In 1861, Kaufmann was appointed by the King of Prussia a life member of the Upper House on the nomination of the city of Bonn. On the question of reforming the army, he voted with the so-called constitutional deputies on 11 October 1862, for the budget as arranged by the Lower House. On the Beethoven centenary in 1870, the Beethovenhalle was built. In August 1871, the Beethoven music festival was held, and in August 1873, the Schumann festival, two significant musical events, the success of which was largely due to Kaufmann, and which procured for Bonn the renown of a first-class artistic centre.

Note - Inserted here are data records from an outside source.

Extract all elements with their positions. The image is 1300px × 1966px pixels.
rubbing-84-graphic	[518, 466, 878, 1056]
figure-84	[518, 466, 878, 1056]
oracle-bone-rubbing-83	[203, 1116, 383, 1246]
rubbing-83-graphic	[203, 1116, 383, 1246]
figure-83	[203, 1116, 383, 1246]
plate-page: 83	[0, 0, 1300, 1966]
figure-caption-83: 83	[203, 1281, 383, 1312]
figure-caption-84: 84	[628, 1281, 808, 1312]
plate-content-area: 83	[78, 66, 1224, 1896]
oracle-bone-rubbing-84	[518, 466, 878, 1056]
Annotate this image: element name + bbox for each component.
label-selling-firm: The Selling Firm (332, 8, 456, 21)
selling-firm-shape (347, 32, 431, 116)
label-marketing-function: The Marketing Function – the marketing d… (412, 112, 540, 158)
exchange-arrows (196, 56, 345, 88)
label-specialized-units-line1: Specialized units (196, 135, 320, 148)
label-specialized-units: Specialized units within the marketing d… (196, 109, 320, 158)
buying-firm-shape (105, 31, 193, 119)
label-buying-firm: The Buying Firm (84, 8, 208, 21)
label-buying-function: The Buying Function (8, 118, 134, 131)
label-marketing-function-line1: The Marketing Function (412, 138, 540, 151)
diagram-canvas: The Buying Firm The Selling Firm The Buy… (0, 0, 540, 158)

After the Vatican decree of 18 July 1870, Bonn and Munich became the centres of the Old Catholic movement. Whilst several of Kaufmann's friends joined the new sect, he remained true to the Catholic Church. In 1874, he was unanimously re-elected burgomaster for the third time by the town council of Bonn, for a term of twelve years, but he became a victim of the Kulturkampf. Although he recognized the necessity for the government taking measures with the object of regulating its attitude towards the Catholic Church, and declared himself prepared in his official capacity to carry out the May Laws, his confirmation was refused by the administration on 8 May 1875, a measure which resulted in an interpellation by Windt-Lorst in the Reichstag and the Prussian Diet. At the end of 1876, Kaufmann was elected to the Lower House from the electoral district of München-Gladbach, joined the Centre party, and soon became a member of its governing committee. In the Reichstag he frequently spoke in the interest of art and science. He was likewise one of the founders of the "Görresgesellschaft", for fostering science in Catholic Germany (1876), and for the first fifteen years was its general secretary.
1880s
[edit]After 1882, he was vice-president of the Borromeo Society for disseminating good books. In 1886, he refused re-election to the Reichstag, and henceforth devoted himself to the promotion of art and of useful undertakings, particularly to the decoration of Bonn Cathedral.
Works
[edit]Among his writings were:
- "Albrecht Dürer" (Cologne, 1881; 2nd ed., 1887);
- "Bilder aus dem Rheinland" (1884);
- "Philipp Veit, Vorträge über Kunst" (1891).
References
[edit]- Attribution
- This article incorporates text from a publication now in the public domain: Herbermann, Charles, ed. (1913). "Leopold Kaufmann". Catholic Encyclopedia. New York: Robert Appleton Company.